Welcome back to In the Viewfinder, where I share behind-the-scenes activity and how my stories and podcasts take shape.
This week felt like I was buried under an avalanche of pitches.
My inbox filled up with potential podcast guests — founders, investors, authors, futurists, thought leaders, you name it — all hoping to get on The Venture Variety Show.
And that doesn’t include the constant flow from my PodMatch profile.
It’s a good problem to have. But when the activity gets this noisy, it forces me to refocus the lens. Because the truth is, very few of these pitches hit home.
Some are too broad, trying to cram dozens of talking points into one paragraph. Others don’t seem to know what the show is about. A few even call it the wrong name.
It’s like misspelling my name. If you can’t take 10 extra seconds to double-check your work, what are you even doing in this business?
Back to the pitches. What I’m looking for isn’t just relevance. I want a clear narrative, a reason to care beyond the company bio and resume.
Maybe it’s the same issue I wrote about last month: how booking the perfect guest is probably unattainable. But the challenge remains: to be on any podcast, your story arc needs to be more than what you do. It’s about why it matters.
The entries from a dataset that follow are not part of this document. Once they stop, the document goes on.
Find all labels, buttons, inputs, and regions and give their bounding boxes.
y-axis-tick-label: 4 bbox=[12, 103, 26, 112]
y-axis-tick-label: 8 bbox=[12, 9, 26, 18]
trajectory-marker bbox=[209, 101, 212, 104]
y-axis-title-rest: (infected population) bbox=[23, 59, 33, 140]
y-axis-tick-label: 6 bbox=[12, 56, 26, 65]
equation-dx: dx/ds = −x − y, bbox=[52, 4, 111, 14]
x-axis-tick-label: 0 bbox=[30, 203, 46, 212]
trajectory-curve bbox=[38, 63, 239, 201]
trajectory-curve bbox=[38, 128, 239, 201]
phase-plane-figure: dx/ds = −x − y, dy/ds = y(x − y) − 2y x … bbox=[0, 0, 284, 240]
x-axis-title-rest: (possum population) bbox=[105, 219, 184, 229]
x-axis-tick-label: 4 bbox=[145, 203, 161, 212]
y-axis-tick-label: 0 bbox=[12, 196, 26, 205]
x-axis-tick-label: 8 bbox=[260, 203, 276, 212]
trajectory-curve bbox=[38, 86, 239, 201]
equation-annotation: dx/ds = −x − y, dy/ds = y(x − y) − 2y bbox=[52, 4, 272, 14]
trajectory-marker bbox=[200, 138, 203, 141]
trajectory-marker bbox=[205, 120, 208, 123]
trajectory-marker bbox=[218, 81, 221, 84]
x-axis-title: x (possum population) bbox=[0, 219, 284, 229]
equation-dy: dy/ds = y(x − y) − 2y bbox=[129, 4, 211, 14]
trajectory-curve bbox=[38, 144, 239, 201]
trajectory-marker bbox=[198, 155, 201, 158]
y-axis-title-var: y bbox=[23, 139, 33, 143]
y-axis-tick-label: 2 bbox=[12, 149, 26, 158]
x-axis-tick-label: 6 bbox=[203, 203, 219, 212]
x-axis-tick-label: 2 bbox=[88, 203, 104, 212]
When a guest pitch does land, it usually hits three marks:
đź”¶ Clarity. The guest knows what insight they want to share.
đź”¶ Authenticity. They sound like a person, not a ChatGPT-generated press release.
🔶 Curiosity. They’re not just promoting something, they’re ready to explore ideas.
That’s when I know the mic will record something real. Even amid the noise, there’s plenty worth focusing on.